The following is a description of how I got the simplest example of stable diffusion working in a Jupyter Notebook on my Mac Studio from scratch.

My setup is a Mac Studio 2022 with an Apple M1 Max. I updated my operating system to Ventura 13.0. My understaning is that you need macOS 12.3 or higher.

Step 1 - Installing Anaconda

From a clean install my first costly mistake was to download the wrong version of Anaconda, so don’t do the same as me, when you go to the Anaconda website find the download link but click ‘Get Additional Installers’.

Anaconda Install

Presuming you have the M1 chip too, select ’64-Bit (M1) Graphical Installer’. Install this version and go to step 2.

If you had already downloaded and installed the non-M1 version one I like I did at first, unless you can find a cleaner way, you’ll have to uninstall and reinstall the correct version.

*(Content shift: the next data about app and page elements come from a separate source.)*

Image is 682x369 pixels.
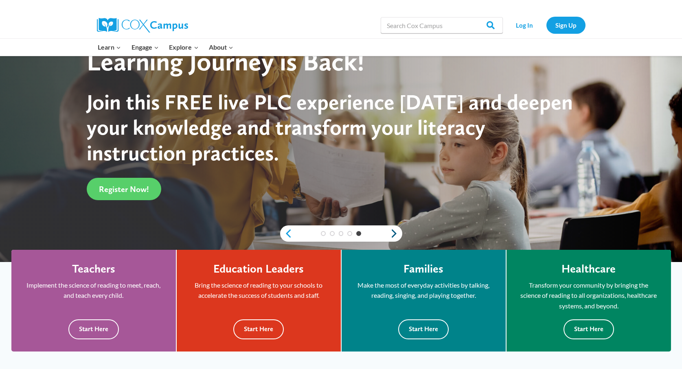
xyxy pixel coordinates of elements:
span: Join this FREE live PLC experience [DATE] and deepen your knowledge and transform your literacy i... [87,89,573,166]
a: 2 [330,231,335,236]
button: Start Here [563,320,614,339]
h4: Education Leaders [213,262,304,276]
a: Healthcare Transform your community by bringing the science of reading to all organizations, heal... [506,250,671,352]
button: Child menu of About [204,39,239,56]
p: Bring the science of reading to your schools to accelerate the success of students and staff. [189,280,328,301]
nav: Secondary Navigation [507,17,585,33]
a: Families Make the most of everyday activities by talking, reading, singing, and playing together.... [341,250,506,352]
button: Child menu of Engage [126,39,164,56]
p: Implement the science of reading to meet, reach, and teach every child. [24,280,164,301]
p: Transform your community by bringing the science of reading to all organizations, healthcare syst... [519,280,659,311]
nav: Primary Navigation [93,39,239,56]
a: 3 [339,231,344,236]
button: Child menu of Learn [93,39,127,56]
a: 1 [321,231,326,236]
a: next [390,229,402,239]
button: Child menu of Explore [164,39,204,56]
a: Teachers Implement the science of reading to meet, reach, and teach every child. Start Here [11,250,176,352]
p: Make the most of everyday activities by talking, reading, singing, and playing together. [354,280,493,301]
span: Register Now! [99,184,149,194]
h4: Teachers [72,262,115,276]
a: 5 [356,231,361,236]
a: 4 [347,231,352,236]
a: Log In [507,17,542,33]
button: Start Here [233,320,284,339]
button: Start Here [68,320,119,339]
input: Search Cox Campus [381,17,503,33]
h4: Families [403,262,443,276]
h4: Healthcare [561,262,615,276]
a: Education Leaders Bring the science of reading to your schools to accelerate the success of stude... [177,250,341,352]
a: previous [280,229,292,239]
div: content slider buttons [280,225,402,242]
a: Sign Up [546,17,585,33]
a: Register Now! [87,178,161,200]
button: Start Here [398,320,449,339]
img: Cox Campus [97,18,188,33]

Step 2 - Create a Conda Environment for your Stable Diffusion in Jupyter

If you’re not already familiar with Conda environments take a little time to figure out the basics; i.e.

  • what are environments
  • how to create
  • how to activate
  • installing packages with the command line

I created an environemt called ‘diffusion’ and will use that in my examples. You can obviously use your own env name.

conda create -n diffusion

Activate your conda environment.

conda activate diffusion

This activates the conda environment you’ll be using. Ensure the terminal prompt changes from (base) to (diffusion).

Step 3 - Download Stable Diffusion Locally

Before we move on, let’s get the stable diffusion files installed locally.

git clone -b apple-silicon-mps-support https://github.com/bfirsh/stable-diffusion.git
cd stable-diffusion
mkdir -p models/ldm/stable-diffusion-v1/

With stable-diffusion as your current folder you will find they provide a file called requirement.txt. We can use this to install the dependencies we need into our environment.

pip install -r requirements.txt

Step 4 - Get the model checkpoint.

Now go to the original Hugging Face repository, create an account and read / understand their license. Download sd-v1-4.ckpt (~4 GB) and save it into your models/ldm/stable-diffusion-v1/ folder as model.ckpt in the directory you created above.

Next log-in to hugging face.

huggingface-cli login

Step 5 - Start up a Jupyter Note book

If using the graphical version of Anaconda like me, go to the Anaconda App and click on Environments. Now click the ‘diffusion’ environment and click play.

Go to the home button and start up Jupyter

OK we’re ready to try out first test example.